In two public appearances at the White House on Thursday, however, the president remained mask-less. Allies note that he is regularly tested for the coronavirus, as are his aides. His press secretary called him “the most tested man in America”. But his aversion to face coverings remains a riddle.

Tanden, a prominent supporter of Clinton in 2016 against Trump, speculated: “I think maybe they thought this was a virus that only hit blue [Democrat leaning] states so they didn’t really care, or it’s machismo, or maybe his makeup will wear off if he wears a mask.

“I don’t know what the actual answer is as to why he doesn’t wear a mask but the effect of it is that he is consigning his voters to sickness. The spikes are now in Arizona and Texas and Florida and California, and a lot of California is because of Arizona.”

France’s Emmanuel Macron and Canada’s Justin Trudeau are among world leaders who have set an example by wearing masks in public. Tanden added: “All the leaders of Europe are wearing masks. In Asia, they’re wearing masks. It’s just him and [Brazilian president Jair] Bolsonaro. It’s anti-science and anti-knowledge. The problem with a pandemic is refuting the science and refuting the evidence and refuting facts means people die.”

A recent survey of 2,459 people in the US found that men are less likely to wear face masks because they believe it is “shameful”, “a sign of weakness” and “not cool”. Critics accuse Trump of a toxic masculinity that holds masks are for wimps. He has switched his coronation as Republican presidential nominee next month to Jacksonville, Florida, so that a big and boisterous gathering can take place, after the original location, North Carolina, refused to promise to relax social-distancing guidelines. But Jacksonville this week announced a mask requirement for indoor public spaces.

At least 14 states have mask mandates, the National Governors Association says. And a Goldman Sachs report found that a national mask mandate could increase the number of wearers by 15 percentage points, shielding the economy from a 5% reduction in GDP. Biden has said he would pursue a federal mask mandate if elected he wins the White House in November. “Wear a mask,” the Democratic candidate tweeted on Thursday, with a video of him doing just that.
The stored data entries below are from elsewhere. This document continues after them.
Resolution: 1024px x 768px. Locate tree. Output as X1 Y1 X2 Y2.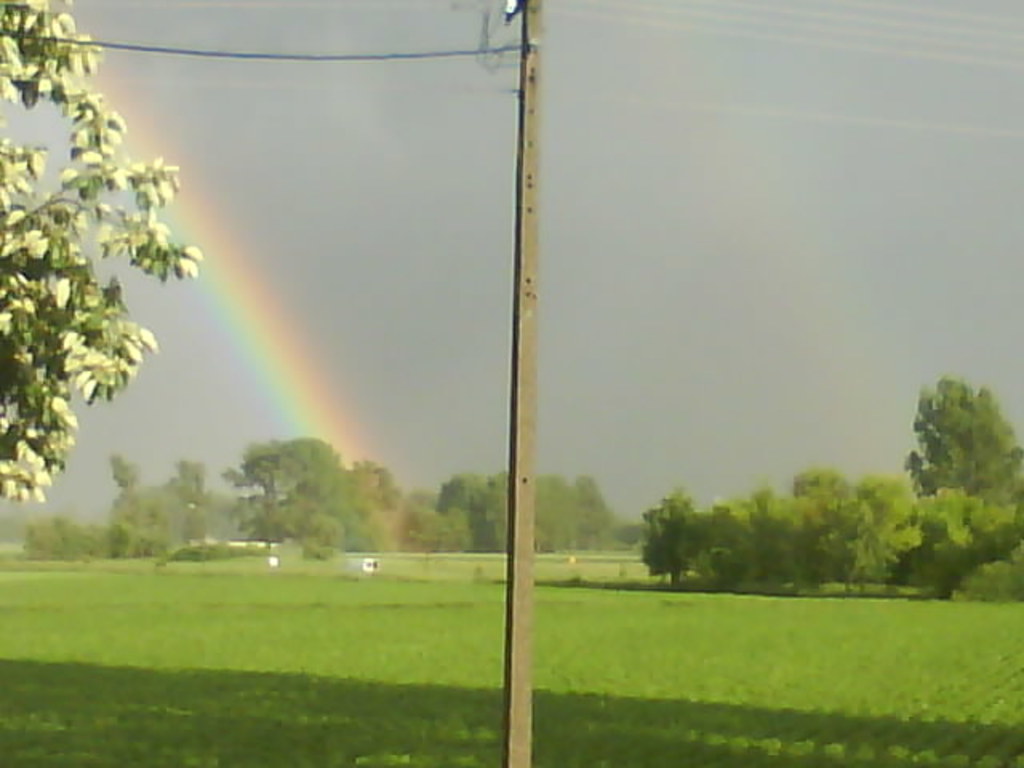
227 432 397 565.
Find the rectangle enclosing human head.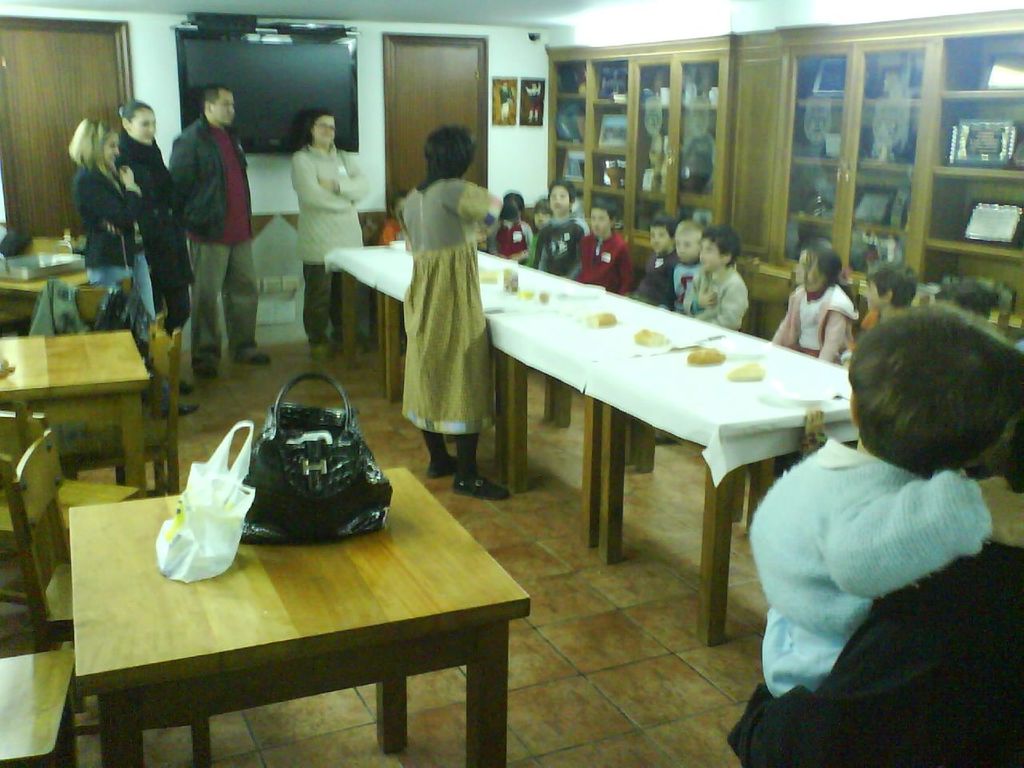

But underlying the resistance are enduring American notions of civil liberties and freedom from government interference, typified by Trump’s hardline backing of the constitutional second amendment that protects the right to bear arms. There are also echoes of the anti-vaccination movement.

Some observers have likened the required cultural shift to car seat belts, which eventually required legal enforcement. Patton Oswalt, an actor and comedian, tweeted: “When seat belts were first introduced in 1968, there were idiots who insisted they ‘infringed on their freedoms’ and would physically cut them out of their cars. We make fun of those people now. Can you guess who we’ll be making fun of in 2072?”

Fireworks displays on 4 July, celebrating America’s independence from the British empire, will be the next major test.

Related: Fourth of July celebrations increase risk of 'superspreader' events, experts warn

Bill Whalen, a fellow at the Hoover Institution think tank at Stanford University, mused: “I’m not sure if we’re going to be at the point where people are going to dump masks into the habour like cases of tea, but we will see.

“The right really has problems with the mask but, on the other hand, you would think an entrepreneurial person like Donald Trump would come up with a Maga mask.”